Sherry Chandler » 2007 » January » 12

Governor Ernie Fletcher and the Kentucky Arts Council have announced the 2006 Governor’s Awards in the Arts.

I am pleased to see Morehead State University’s public radio station honored, and I’m pretty sure my friend Georgia Green Stamper will be pleased about the Russell Orchestra getting the Education Award. She lived in Russell for many years.

The awards will be presented at 10:00 a.m. on February 14 in the Capitol Rotunda.

This post was written by sherry

A Soviet bus stopA correspondent has sent a link to this Soviet bus stop photo series at Polar Inertia. The photographer is Christopher Herwig. The passage below is excerpted his statement:

For the most part Soviet architecture and design is remembered for its heavy block buildings and functionally Spartan designs. Its overpowering desire for conformity left little room for individual creative freedom. A notable exceptions to this is in the transportation sector. … While many of us are aware of the elaborate splendor of the Moscow underground, it is easy to overlook the phenomenon of the common roadside bus stop as an example of soviet art and design letting loose and becoming a little weird and crazy.

… much time, effort and imagination went into many roadside bus stops. The sky was the limit with different shapes and design– blocks, domes, columns, towers, A-frames and archways, even ones shaped like birds, yurts and hats. If the bus stop was less bold and daring with its architectural design then the creators would often attract attention with decorating the structure with murals or mosaics. The themes that these decorated bus stops took usually varied depending on the region, often reflecting the local culture, history, or industries.

Sadly, with the breakup of the Soviet Union many of the bus stops are quickly deteriorating from their original glory. That being said some local communities have recognized the local treasures as worthy of preserving and have maintained and repainted them. They will appear in the most unlikely places – sometimes in the middle of the desert, steppe or countryside, sometimes with no homes in sight. They will make you wonder why and they will make you smile. The following collection of images was taken during 2002 and 2006, starting with a cycling trip through the Baltic countries to St. Petersburg and followed by several road trips around Central Asia.

I like the one with the horse in it.

This post was written by sherry

Lap editor
Photo by T. R. Williams

From Margaret Atwood’s “The Bad News” in Moral Disorder and other stories (Doubleday, 2006):

Our now-dead cat, Drumlin, developed cat senility when she was seventeen. Drumlin — why did we call her that? The other cat, the one that died first, was Moraine. Once we thought it was amusing to name our cats after glacial-dump geological features, though the point of it escapes me now. Tig said Drumlin ought to have been named Landfill Site, but he was the one whose job it was to empty her litter box.
      It’s not likely we will have another cat. I used to think — I thought this quite calmly — that after Tig was gone (for men die first, don’t they?) I might get a cat again, for company. I no longer consider this an option. I’ll surely be half-blind by then, and a cat might run between my legs, and I’d trip over it and break my neck.
      Poor Drumlin used to prowl the house at night, yowling in an unearthly fashion. Nothing gave her solace: she was looking for something she’d lost, though she didn’t know what it was. (Her mind, in point of fact, if cats can be said to have minds.) In the mornings, we’d find small bites taken out of tomatoes, of pears: she’d forgotten she was a carnivore, she’d forgotten what it was she was supposed to eat. This has become my picture of my future self: wandering the house in the darkness, in my white nightdress, howling for what I can’t quite remember I’ve lost. It’s unbearable. I wake up in the night and reach out to make sure Tig is still there, still breathing. So far, so good.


### Instructions for the task
Say how many lines in the data below contain the word "Month", and give no other text.

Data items

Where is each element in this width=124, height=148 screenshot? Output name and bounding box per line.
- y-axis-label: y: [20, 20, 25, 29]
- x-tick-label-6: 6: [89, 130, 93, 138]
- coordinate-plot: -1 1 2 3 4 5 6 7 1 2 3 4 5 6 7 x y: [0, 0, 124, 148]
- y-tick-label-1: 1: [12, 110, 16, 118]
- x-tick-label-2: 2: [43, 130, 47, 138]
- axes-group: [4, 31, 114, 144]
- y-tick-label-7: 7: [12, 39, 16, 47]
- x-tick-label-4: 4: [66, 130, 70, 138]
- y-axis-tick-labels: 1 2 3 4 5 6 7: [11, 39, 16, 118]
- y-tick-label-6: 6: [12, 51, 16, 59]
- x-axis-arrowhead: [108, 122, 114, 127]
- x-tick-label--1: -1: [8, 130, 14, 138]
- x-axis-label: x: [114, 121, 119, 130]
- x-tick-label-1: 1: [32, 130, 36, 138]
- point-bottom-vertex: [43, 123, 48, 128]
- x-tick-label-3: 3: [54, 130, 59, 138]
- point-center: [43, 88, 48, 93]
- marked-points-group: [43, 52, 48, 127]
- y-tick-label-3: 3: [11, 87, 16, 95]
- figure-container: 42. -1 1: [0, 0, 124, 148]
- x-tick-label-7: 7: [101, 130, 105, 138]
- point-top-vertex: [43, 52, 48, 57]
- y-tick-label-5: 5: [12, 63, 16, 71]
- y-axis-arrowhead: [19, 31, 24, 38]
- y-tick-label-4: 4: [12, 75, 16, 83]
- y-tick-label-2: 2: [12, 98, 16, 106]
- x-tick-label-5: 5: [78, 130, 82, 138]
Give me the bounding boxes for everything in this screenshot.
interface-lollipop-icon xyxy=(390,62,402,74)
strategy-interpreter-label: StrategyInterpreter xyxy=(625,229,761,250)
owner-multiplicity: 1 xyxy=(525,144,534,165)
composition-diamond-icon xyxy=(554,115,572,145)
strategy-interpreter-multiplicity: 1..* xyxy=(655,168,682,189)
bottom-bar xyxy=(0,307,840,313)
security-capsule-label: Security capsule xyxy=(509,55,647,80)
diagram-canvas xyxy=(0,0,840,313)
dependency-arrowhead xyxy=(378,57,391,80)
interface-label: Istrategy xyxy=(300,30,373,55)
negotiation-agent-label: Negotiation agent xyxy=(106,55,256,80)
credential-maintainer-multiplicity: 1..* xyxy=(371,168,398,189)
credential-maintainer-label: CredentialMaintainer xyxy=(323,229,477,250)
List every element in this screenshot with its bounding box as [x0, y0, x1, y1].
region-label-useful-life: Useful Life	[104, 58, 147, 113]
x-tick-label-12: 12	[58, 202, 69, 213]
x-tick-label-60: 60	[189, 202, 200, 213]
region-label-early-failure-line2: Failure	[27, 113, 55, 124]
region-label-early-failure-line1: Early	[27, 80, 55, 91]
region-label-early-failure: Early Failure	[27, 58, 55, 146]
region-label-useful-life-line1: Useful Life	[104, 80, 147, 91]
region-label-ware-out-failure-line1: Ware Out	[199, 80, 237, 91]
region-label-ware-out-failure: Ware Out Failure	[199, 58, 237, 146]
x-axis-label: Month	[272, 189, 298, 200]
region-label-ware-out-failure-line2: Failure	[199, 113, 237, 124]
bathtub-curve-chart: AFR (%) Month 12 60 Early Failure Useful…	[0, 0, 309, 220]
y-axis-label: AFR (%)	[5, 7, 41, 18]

### Reply to the task
2